Typically, the fires this helitack crew fight don’t get big enough to have a widely discussed name or garner them large praise. And that’s exactly how they want it.

Department of Forestry Deputy Administrator Eric Antle said the reward is in being the first to the fire, getting there fast, and keeping the fire so small, the general public has no idea it ever happened.

“Wildfires don’t know the jurisdiction,” Antle said, “We’re talking about a magical line across timber.”

Kirkland describes them as one of the special forces in fire. The helitack teams consists of about six members and one supervisor who get transported to the fire by helicopter. Once the crew is on the ground, they work to fight the fire from below while the helicopter assists with its water bucket from above.

He said his team has suppressed the majority of one- or two-acre fires, keeping them from becoming megafires.

It’s a critical asset to getting a jump on fires and an asset they’ve now made more readily available to the Tahoe Basin through.

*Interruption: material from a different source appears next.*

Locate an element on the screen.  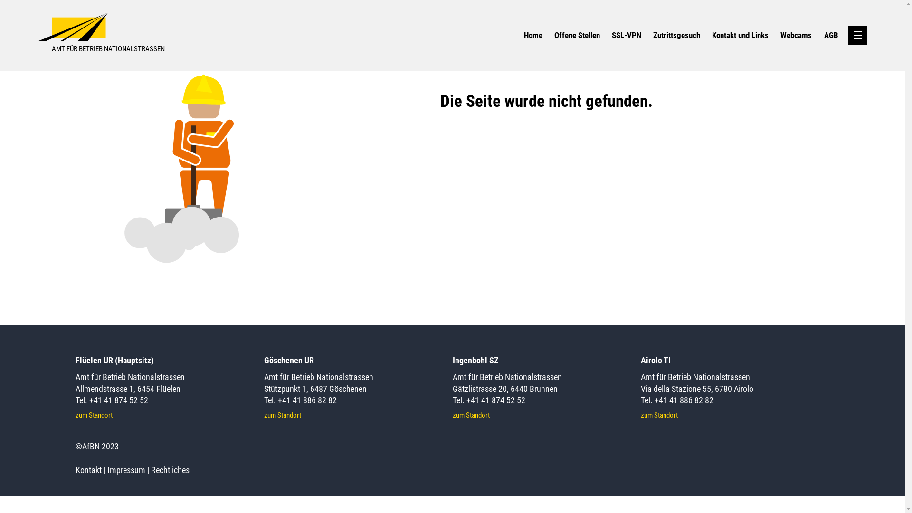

A new interstate agreement with Cal Fire allows Nevadans to place one of their helicopters at the Lake Tahoe Airport on high fire risk days. Kirkland says that’s when the fire weather forecast puts the burn index in the 90th percentile.

It’s on these days that the temperatures are high, humidity is low, and other components from fuel to a spread factor could potentially lead to a very damaging fire. Kirkland refers to it as the perfect storm of elements.

Another component, he says, are red flag warnings.

Cal Fire Assistant Fire Chief Brian Newman with Cal Fire said a helicopter in the Tahoe Basin can make all the difference with initial attacks on a fire, especially on those extreme days.

Cal Fire does have a helicopter contracted in Truckee, so on days that it’s there and the fire danger is high, they typically wouldn’t call NDF.

But Antle says due to nationwide shortages, the Truckee aircraft likely won’t be as available.

Cal Fire often relies on a helicopter stationed in Pollock Pines as well, but a helicopter in the basin speeds up the response time by about 5-10 minutes.

Nevada’s helicopter can cover Minden to South Lake in about 7 minutes. But Kirkland says realistically, it would take them 15-20 minutes.

It takes for the Sierra Front Interagency Dispatch Center in Minden to get the call adds valuable time. The dispatch chain gets shortened when the aircraft is already stationed at the Lake Tahoe airport, leading to a quicker response time in an area Kirkland describes as “very hypersensitive and critical…with a lot of people and a lot of homes.”

According to Cal Fire’s Newman, it isn’t as critical in the Sierra on days when the winds are low, saying lighting strikes on a tree might smolder for bit, but they can typically get it under control.

On red flag warning days, he says that extra 10 minutes can make all the difference.

He equates it to the difference of being able to contain a fire and “one getting out of control and being so much more damaging.”

Although this new arrangement increases fire readiness, both agencies say it comes with some limitations.

“The thing about aircraft in wildland firefighting,” says Newman, “it’s not the silver bullet.”

High winds or heavy smoke can ground helicopters, and if Nevada needs them, that gets priority in the agreement.

Even with a helicopter in Tahoe, he said they’d still have the capacity to respond to something in their territory.

Both agencies say these collaborations are crucial to stay on top of fires around state lines and jurisdiction boundaries, where they would otherwise slow resource movement.

Antle says the two agencies have always had an agreement that allowed NDF to respond with resources, but only within a 25 mile limit over state lines.

Both agencies have seen multiple devastating fires in recent years and determined the need for increased aircraft flexibility beyond that 25 mile mark.